Jyu Viole Grace
Jyu Viole Grace

Reputation: 45

Using curly braces inside object initialization block

Why is it that the function bind() exist only when set inside scope curly braces?

public void initialize() {

    inputsAreFull = new BooleanBinding() {
        {
            bind();
        }

        @Override
        protected boolean computeValue() {
            return false;
        }
    };
}

IntelliJ automatically recommends bind() when inside curly braces, but the function doesn't exist outside of them?

This won't work:

public void initialize() {

    inputsAreFull = new BooleanBinding() {

        bind();

        @Override
        protected boolean computeValue() {
            return false;
        }
    };
}

Upvotes: 0

Views: 453

Answers (2)

christopher
christopher

Reputation: 27346

The syntax you're using is a shortcut for declaring an implementation of type BooleanBinding. You're effectively inside a class declaration.

public void initialize(){

    inputsAreFull = new BooleanBinding() {
        // This is equivalent to a class level scope for your anonymous class implementation.
        {
            bind();
        }

        @Override
        protected boolean computeValue() {
            return false;
        }
    };
}

You can't randomly invoke methods at a class level without an initializer block. You can test this out by writing...

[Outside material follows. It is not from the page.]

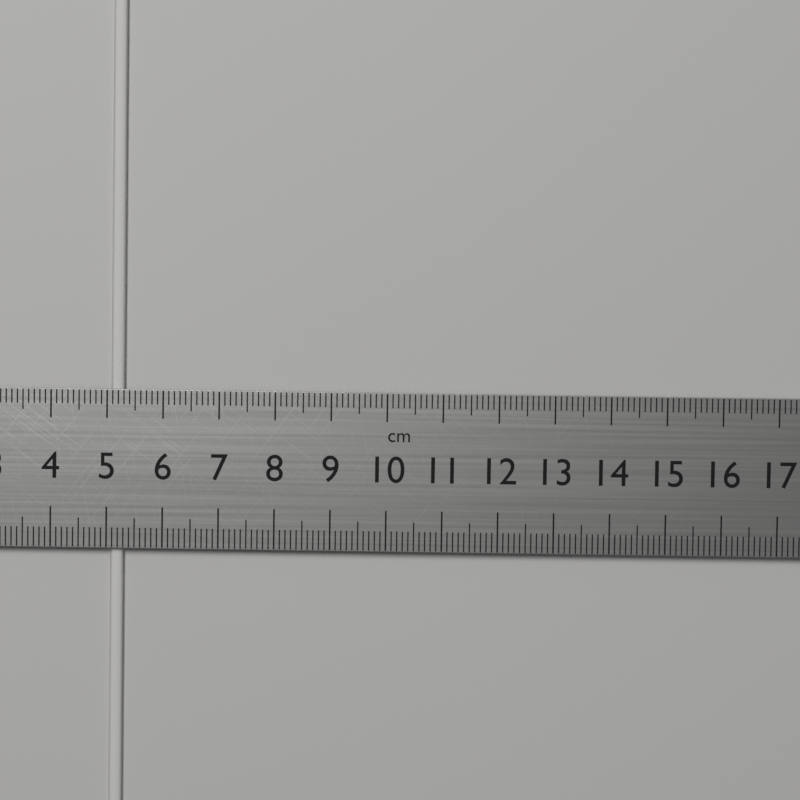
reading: 5.3 cm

class MyClass extends BooleanBinding {
    bind(); // It's not gonna be very happy with you.

    @Override
    protected boolean computeValue() {
        return false;
    }
}

IDEOne with running example: http://ideone.com/EERkXB

See also What is an initialization block?

Upvotes: 7

Joop Eggen
Joop Eggen

Reputation: 109547

new BooleanBinding() { ... } introduces an anonymous child class of BooleanBinding.

Now bind is a protected method, hence it is not allowed to do inputsAreFull.bind().

But bind may be called in the anonymous initializer block { ... }in the child class body.

There is still a remark needed: as the object is not fully initialized at that moment; the code actually being executed in the BooleanBinding constructor (compilier takes care of that), the method bind should not be overridable. For that one may use a private or (here) a protected final method.